Obama has made the 12-nation TPP the centerpiece of a diplomatic “pivot” to Asia, but the prospects for US congressional approval have looked increasingly dim, with both major presidential candidates – Democrat Hillary Clinton and Republican Donald Trump – standing opposed.
Administration officials had said that Obama would make the case for the TPP during his visit to Asia, including in a speech he has scheduled in Laos.
“I don’t have to sell it to Asian leaders here who were part of the negotiations because they see this as the right thing to do for their own countries,” Obama told reporters at the close of the G20 summit in the eastern Chinese city of Hangzhou.
“And what I’ll be telling them is that the US has never had a smooth, uncontroversial path to ratifying trade deals, but they eventually get done,” Obama said.

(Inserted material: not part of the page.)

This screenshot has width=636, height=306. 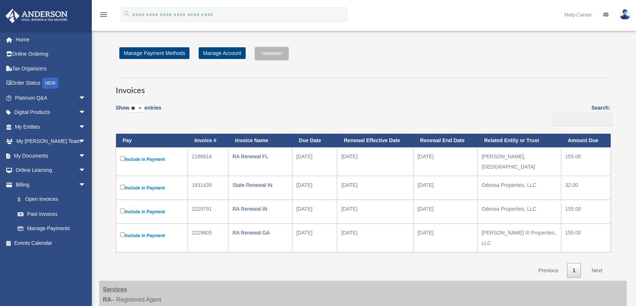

“Back home we’ll have to cut through the noise once election season is over. It’s always a little noisy there,” he said.
The White House has said it could still win congressional approval of the trade pact before Obama leaves office, and warned that failing to do so would undermine US leadership in the region and allow China to increasingly set the terms of world trade.
Meanwhile, China is lauding its successful hosting of the G20 summit in scenic Hangzhou, with open confrontation largely avoided and broad consensus reached over the fragile state of the global economy and the need for a wide range of policies to fix it.
There was even a joint announcement by China and United States that they would ratify the Paris climate change agreement, a significant step for the world’s two biggest emitters of greenhouse gases.
But scratch beneath the surface, and the gathering of the world’s most powerful leaders was not all plain sailing – from the distraction of a North Korean missile test to the failure of the United States and Russia to reach agreement over Syria, and diplomatic faux pas to double speak over protectionism.
Chinese state media, while largely basking in the glory of a summit that happened without being too overshadowed by disputes such as the South China Sea, also let slip Beijing’s frustrations at what it sees as Western efforts to stymie its economic ambitions.